F2F #90: Connected to WiFi but the login page won't show up? Here's why, finally

Wi-fi sign

Photo by yasara hansani / Unsplash

First off, apologies for not sending the issue last week. I figured that not sending a newsletter on the day before my wedding would be socially acceptable, so I used that time for more pressing concerns. That being said, I'm itching to share more things and there's this one issue that bugs me too often, when working remotely.

You join the airport wifi, menu bar icon of the wifi bars fills up, it says "connected", and then nothing loads and no login page appears. And it can be a few different things until you hit the nail on the head, so let me summarise it for you. Maybe, and only maybe, by writing it down I will be able to memorise it, finally. Just maybe.

Public networks use a captive portal, the page that makes you accept terms or sign in first - usually a popup or a landing page on the browser. When you join, your device quietly pings a known test address (captive.apple.com, connectivitycheck.gstatic.com, just to name a few) to check whether it is trapped. That check needs DNS to resolve a hostname, which is why the whole thing fails in one of two ways.
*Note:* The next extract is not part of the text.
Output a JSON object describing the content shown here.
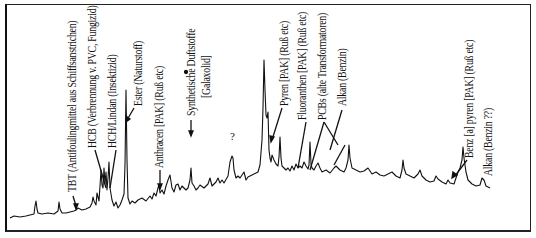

  1. Your own DNS is not set up. Your device cannot resolve the test address, so it never sends the request, so the portal never redirects you. No request, no popup. No popup, no wifi. No bueno.
  2. Your own DNS is set up. A custom resolver (8.8.8.8, 1.1.1.1), encrypted DNS, or a VPN resolves the request straight to the real internet and skips the portal. Your device thinks it is already online. But it is not. No bueno either.

Damned if you do, damned if you don't. Same root cause, opposite symptoms, quite the irony! A few others also block the page: a browser loading an https site first, a stale DNS cache, pop-up blockers, or security software set to trust only your home network. So make sure you check all of these to force the login page to appear.

How to force it:

  1. Visit an unencrypted page on purpose: type http://neverssl.com into the address bar.
  2. Turn off your VPN and encrypted DNS, log in, then switch them back on.
  3. Set DNS back to automatic for that network.
  4. Forget and rejoin the network.

🚨 Then secure it! If you've had to disable VPN to log in (I have to do it when I'm working from Santa Gloria's cafeterias in Barcelona all the time), make sure you turn on your VPN immediately after connecting. Public WiFi is the easiest place for someone to watch your traffic. Log into the portal first, then turn on your VPN. Stick to https sites, never reuse passwords on a portal, and turn off auto-join for public networks.

That's it for today. I wish someone had written this years ago, so I could've find it when I needed this, usually losing my nerves over a non-working "connected" wifi signal, wasting my time and losing money in the process. And hair. Lots of hair!